We ran down to the car and there she was sitting in the backseat with her arms waving in the air and she was just a smiling. We got her out of there and pulled the car out of the ditch.

When I saw her, I realized quickly that she was indestructible.

She had ridden in that car so many times all over town. It didn’t bother her one bit. Her thoughts were, “I was with dad and he just let me roll down a cliff, no problem.”

That was about as close as Laurie and had come to a divorce. She was hating me that day.

I got the crew together and we all headed to Montreal and all I could think about was that I had lost Ashley and I found her, whatever happened in the race would pale in comparison.

I broke into tears because I had been a moron.

I realized the reason I couldn’t win a race was pressure. I drove for two days no problem and I was telling this to the girls and Ashley looked at me and asked, “Dad, what does this have to do with Shirley and how you looked up to Shirley?”

I told her, let me continue.

I went to the finals at Montreal and I ended up against two of my heroes in the finals -- Ed McCulloch and Bernie Fedderly.

You never forget Montreal because they have a different way of dressing in the heat.

The girls are sexy and they were in those thongs. The men wore them too. Yeah I had to go there.

They stuff everything they could in there. Not a pretty sight.

I go up to race that final round and I’m thinking about the pressure that always beat me all the other times. I remember Austin Coil asking me what happened to me in the final rounds. I’d forget how to pedal and everything else.

I did the burnout. I thought to myself losing Ashley was probably the most pressure I’d face in my life. I had already had so many black eyes, what would another one be.

We both smoked the tires and I ended up pedaling better.

I just drove and never looked back. And I won. I finally won one and I got to the finish line and waited for Steve Evans to come over to interview me.

There’s no Steve Evans, no TNN and no television. In fact, I look over and all that waiting for me are two of those Canadians in those thongs holding a fire extinguisher.

I went back to Coil and started singing that song, “Is that all there is?”

I think what I had was post partum depression. It’s that thing where a woman wakes up and is depressed the day after having a baby and she doesn’t know why.

I didn’t know what to do. I had it all. I had the win, the Wally and this big old check the bank wouldn’t even cash. Even the bank didn’t trust me back in the day.

I had borrowed money from Coil. I called home and told Laurie we won, I told Ashley we won and she had no clue what I was talking about.

Later on that night, we are all crammed in the room sleeping and I’m thinking.

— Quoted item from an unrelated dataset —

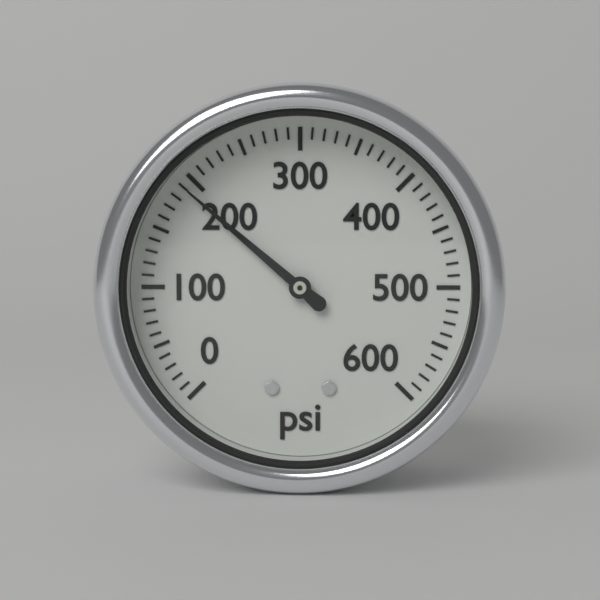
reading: 190 psi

You know what it’s like to lay in bed at night and you have that trophy in the bed with you? You’re singing, “I beat Ed McCulloch, I beat Ed McCulloch.”

Coil yells out, “Will you shut up so we can sleep.”

But then I remembered an hour or so earlier we went to dinner, we were sitting there sharing hamburgers. You know broke when you have to share a burger. We had pooled our cash together.

We’re at this restaurant and the waiter brings over a bottle of champagne.

I looked at him and said, “I didn’t order that and I can’t pay for it.”

It cost about $15 or $20.

He pointed to a table and said, “The lady at that table sent it to you.”

I looked across the restaurant and it was none other than Shirley Muldowney.

Imagine this. You’ve heard war stories of Shirley and I witnessed one in Salt Lake City when she went toe to toe with Garlits and this was a lady who was a fighter.

She was a world champion and took the time to acknowledge a total nobody like me.

I tried to explain to Ashley, “You know why I love racing so much?”

So now you see why I love these legends and never want to go up against them. They are what my dreams are all about.

At that time, that tough lady who would fight and say things to Garlits that you can’t print, showed me a soft side. A compassionate person sent over a bottle of champagne to a “nobody” like me.

Why did she do it? She remembered that moment of her first win.

She gave me that as a means of saying, you’re poor, you’re broke and you’re pathetic but here’s a bottle of champagne to drink because today you’re a winner.

There are legends and there are heroes, she is both to me.